In Linux, the mmap(2) man page explains that an anonymous mapping
. . . is not backed by any file; its contents are initialized to zero.
The FreeBSD mmap(2) man page does not make a similar guarantee about zero-filling, though it does promise that bytes after the end of a file in a non-anonymous mapping are zero-filled.
Which flavors of Unix promise to return zero-initialized memory from anonymous mmaps? Which ones return zero-initialized memory in practice, but make no such promise on their man pages?
It is my impression that zero-filling is partially for security reasons. I wonder if any mmap implementations skip the zero-filling for a page that was mmapped, munmapped, then mmapped again by a single process, or if any implementations fill a newly mapped page with pseudorandom bits, or some non-zero constant.
P.S. Apparently, even brk and sbrk used to guarantee zero-filled pages. My experiments on Linux seem to indicate that, even if full pages are zero-filled upon page fault after a sbrk call allocates them, partial pages are not:
#include <unistd.h>
#include <stdio.h>
int main() {
const intptr_t many = 100;
char * start = sbrk(0);
sbrk(many);
for (intptr_t i = 0; i < many; ++i) {
start[i] = 0xff;
}
printf("%d\n",(int)start[many/2]);
sbrk(many/-2);
sbrk(many/2);
printf("%d\n",(int)start[many/2]);
sbrk(-1 * many);
sbrk(many/2);
printf("%d\n",(int)start[0]);
}
The mapping is not backed by any file; its contents are initialized to zero.
The mmap() function is used for mapping between a process address space and either files or devices. When a file is mapped to a process address space, the file can be accessed like an array in the program.
mmap() creates a new mapping in the virtual address space of the calling process. The starting address for the new mapping is specified in addr. The length argument specifies the length of the mapping (which must be greater than 0).
mmap() is used for creating a memory mapping somewhere in virtual memory (somewhere which can be referenced to by the process issuing mmap). Specifying a file descriptor allows the memory to be swapped out to disk.
It's hard to say which ones promise what without simply exhaustively enumerating all man pages or other release documentation, but the underlying code that handles MAP_ANON
is (usually? always?) also used to map in bss space for executables, and bss space needs to be zero-filled. So it's pretty darn likely.
As for "giving you back your old values" (or some non-zero values but most likely, your old ones) if you unmap and re-map, it certainly seems possible, if some system were to be "lazy" about deallocation. I have only used a few systems that support mmap
in the first place (BSD and Linux derivatives) and neither one is lazy that way, at least, not in the kernel code handling mmap
.
The reason sbrk
might or might not zero-fill a "regrown" page is probably tied to history, or lack thereof. The current FreeBSD code matches with what I recall from the old, pre-mmap
days: there are two semi-secret variables, minbrk
and curbrk
, and both brk
and sbrk
will only invoke SYS_break
(the real system call) if they are moving curbrk
to a value that is at least minbrk
. (Actually, this looks slightly broken: brk
has the at-least behavior but sbrk
just adds its argument to curbrk
and invokes SYS_break
. Seems harmless since the kernel checks, in sys_obreak()
in /sys/vm/vm_unix.c
, so a too-negative sbrk()
will fail with EINVAL
.)
I'd have to look at the Linux C library (and then perhaps kernel code too) but it may simply ignore attempts to "lower the break", and merely record a "logical break" value in libc. If you have mmap()
and no backwards compatibility requirements, you can implement brk()
and sbrk()
entirely in libc, using anonymous mappings, and it would be trivial to implement both of them as "grow-only", as it were.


◆ **REQUIRED ACTION**
Please filter the data below down to the lines holding the string "order".

◆ **Stored data**
========

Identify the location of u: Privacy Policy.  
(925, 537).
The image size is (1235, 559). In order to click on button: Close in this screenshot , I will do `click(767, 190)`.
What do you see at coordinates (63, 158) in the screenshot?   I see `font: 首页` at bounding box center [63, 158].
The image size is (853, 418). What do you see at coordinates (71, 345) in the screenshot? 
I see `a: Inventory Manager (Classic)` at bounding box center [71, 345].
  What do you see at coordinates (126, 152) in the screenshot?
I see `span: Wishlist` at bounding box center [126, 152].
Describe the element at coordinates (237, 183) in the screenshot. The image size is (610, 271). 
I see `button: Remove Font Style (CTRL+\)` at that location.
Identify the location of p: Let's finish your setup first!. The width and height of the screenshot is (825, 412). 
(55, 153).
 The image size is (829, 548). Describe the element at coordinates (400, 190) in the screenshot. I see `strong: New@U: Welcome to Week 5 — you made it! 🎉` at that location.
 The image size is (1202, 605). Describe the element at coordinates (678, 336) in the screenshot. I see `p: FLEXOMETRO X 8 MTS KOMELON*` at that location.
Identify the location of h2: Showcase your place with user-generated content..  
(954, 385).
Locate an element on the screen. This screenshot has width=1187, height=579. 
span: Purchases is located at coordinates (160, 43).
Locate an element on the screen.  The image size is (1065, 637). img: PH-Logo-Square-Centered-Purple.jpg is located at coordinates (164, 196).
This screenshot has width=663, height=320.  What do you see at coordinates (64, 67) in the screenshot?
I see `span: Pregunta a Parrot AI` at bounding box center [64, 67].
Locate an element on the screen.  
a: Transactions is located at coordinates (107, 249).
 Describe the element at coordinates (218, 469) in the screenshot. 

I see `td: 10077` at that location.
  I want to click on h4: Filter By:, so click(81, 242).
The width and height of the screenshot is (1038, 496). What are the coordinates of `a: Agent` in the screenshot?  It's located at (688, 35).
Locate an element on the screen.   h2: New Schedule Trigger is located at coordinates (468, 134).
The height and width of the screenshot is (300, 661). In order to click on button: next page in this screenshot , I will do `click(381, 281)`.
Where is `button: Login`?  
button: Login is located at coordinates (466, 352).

========

◆ **ANSWER AREA**
The image size is (1235, 559). In order to click on button: Close in this screenshot , I will do `click(767, 190)`.
The height and width of the screenshot is (300, 661). In order to click on button: next page in this screenshot , I will do `click(381, 281)`.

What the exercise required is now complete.